Friday, 6 May 2016 - 12:50
Family docs treating refugees get cash for interpreters
The Ministries of Public Health and Security and Justice are temporarily making money available for family doctors to pay for telephonic interpreters when they're treating refugees. General practitioners are happy that the government is doing so, but feel it should be a permanent arrangement, the Volkskrant reports.
This money covers the group of refugees who have a living permit and are entitled to their own homes, but are still living in asylum centers due to a shortage in housing in municipalities. In the so-called "acceleration arrangement", which took effect in January, this group of about 10 thousand refugees are housed in temporary housing in municipalities as quickly as possible, in order to relieve pressure on asylum centers and make room for new asylum seekers. In many cases these refugees can't speak Dutch at all.

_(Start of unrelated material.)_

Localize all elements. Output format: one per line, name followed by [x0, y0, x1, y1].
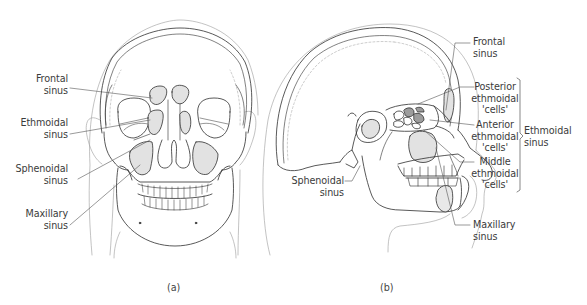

For family doctors, the acceleration arrangement means that they sometimes get dozens of new patients at a go, many of whom have trouble communicating their problems. In itself, more patients are great, GP Rob Jansen said to the newspaper. "But then we have to have the right facilities. There are people who can only say 'Hi' and 'Hello'. Then the consultation hour runs out and there is a risk of dangerous miscommunication."

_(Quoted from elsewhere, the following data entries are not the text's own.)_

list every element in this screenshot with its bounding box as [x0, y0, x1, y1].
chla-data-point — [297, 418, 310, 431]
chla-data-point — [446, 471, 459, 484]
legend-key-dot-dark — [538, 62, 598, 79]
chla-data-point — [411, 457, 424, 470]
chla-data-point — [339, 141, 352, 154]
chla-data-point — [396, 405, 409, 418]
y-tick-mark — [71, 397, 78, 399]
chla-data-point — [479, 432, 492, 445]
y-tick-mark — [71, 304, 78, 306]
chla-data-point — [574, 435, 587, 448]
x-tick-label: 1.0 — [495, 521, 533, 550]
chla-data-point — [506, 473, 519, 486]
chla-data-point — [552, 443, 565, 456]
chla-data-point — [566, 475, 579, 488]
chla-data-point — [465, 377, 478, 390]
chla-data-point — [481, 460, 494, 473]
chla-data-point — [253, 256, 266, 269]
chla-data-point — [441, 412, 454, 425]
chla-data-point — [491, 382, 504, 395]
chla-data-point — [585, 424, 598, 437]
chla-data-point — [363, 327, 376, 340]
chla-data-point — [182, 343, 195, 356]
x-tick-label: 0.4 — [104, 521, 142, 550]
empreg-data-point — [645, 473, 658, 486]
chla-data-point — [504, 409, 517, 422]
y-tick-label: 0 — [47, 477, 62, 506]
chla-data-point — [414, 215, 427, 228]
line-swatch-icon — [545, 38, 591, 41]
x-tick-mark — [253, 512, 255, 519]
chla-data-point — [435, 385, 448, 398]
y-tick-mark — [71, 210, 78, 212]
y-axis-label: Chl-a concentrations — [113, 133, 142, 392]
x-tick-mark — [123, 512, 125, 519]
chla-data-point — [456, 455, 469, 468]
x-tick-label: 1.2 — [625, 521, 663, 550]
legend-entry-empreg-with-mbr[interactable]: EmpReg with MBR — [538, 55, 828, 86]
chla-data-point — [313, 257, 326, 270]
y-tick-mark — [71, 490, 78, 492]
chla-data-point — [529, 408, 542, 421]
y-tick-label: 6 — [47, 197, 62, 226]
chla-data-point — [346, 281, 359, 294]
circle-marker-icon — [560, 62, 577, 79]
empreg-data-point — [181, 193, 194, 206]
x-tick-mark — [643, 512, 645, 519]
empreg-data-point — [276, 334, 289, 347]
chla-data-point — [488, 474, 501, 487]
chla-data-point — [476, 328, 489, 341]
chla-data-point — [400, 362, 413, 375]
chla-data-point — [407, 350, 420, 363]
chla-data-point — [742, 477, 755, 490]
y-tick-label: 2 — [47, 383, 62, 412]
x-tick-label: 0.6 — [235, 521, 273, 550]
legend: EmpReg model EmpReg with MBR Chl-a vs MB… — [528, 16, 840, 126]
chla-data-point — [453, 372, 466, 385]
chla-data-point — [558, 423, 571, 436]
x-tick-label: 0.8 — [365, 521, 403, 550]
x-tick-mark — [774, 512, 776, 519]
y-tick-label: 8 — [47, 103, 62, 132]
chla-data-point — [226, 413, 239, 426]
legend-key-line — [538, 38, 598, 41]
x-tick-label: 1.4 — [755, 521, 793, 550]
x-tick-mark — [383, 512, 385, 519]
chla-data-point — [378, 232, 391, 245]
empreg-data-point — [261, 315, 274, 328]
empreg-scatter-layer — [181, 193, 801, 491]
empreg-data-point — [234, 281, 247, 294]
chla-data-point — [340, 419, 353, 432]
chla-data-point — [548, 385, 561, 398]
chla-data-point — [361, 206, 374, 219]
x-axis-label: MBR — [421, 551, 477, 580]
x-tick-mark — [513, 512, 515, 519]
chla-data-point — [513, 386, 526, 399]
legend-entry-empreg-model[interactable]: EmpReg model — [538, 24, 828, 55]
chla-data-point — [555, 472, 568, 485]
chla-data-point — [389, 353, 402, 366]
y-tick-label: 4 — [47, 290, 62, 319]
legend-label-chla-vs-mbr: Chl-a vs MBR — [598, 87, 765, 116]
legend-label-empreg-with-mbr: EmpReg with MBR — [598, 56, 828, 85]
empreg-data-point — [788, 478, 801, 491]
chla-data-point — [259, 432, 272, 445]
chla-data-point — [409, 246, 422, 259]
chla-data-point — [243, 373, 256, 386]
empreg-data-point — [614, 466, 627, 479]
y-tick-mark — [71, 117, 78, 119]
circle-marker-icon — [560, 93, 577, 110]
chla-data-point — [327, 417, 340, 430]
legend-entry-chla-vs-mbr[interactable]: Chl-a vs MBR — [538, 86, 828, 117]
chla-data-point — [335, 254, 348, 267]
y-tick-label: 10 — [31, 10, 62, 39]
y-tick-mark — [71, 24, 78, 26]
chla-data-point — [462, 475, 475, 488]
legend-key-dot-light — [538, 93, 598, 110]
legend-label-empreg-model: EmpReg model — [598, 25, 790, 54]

"To be able to help a patient well, good translation is a necessity", a spokesperson for the national association of general practitioners LHV said to the newspaper. "Doctors should actually be able to call the phone interpreter for every refugee. Otherwise the situation remains unsafe."
Up until now the telephonic interpreters were only reimbursed if a GP was treating residents of an asylum center. Once a refugee is living by himself, the doctor treating him had to pay for the interpreter, which often cost more than what the doctor charged for treatment.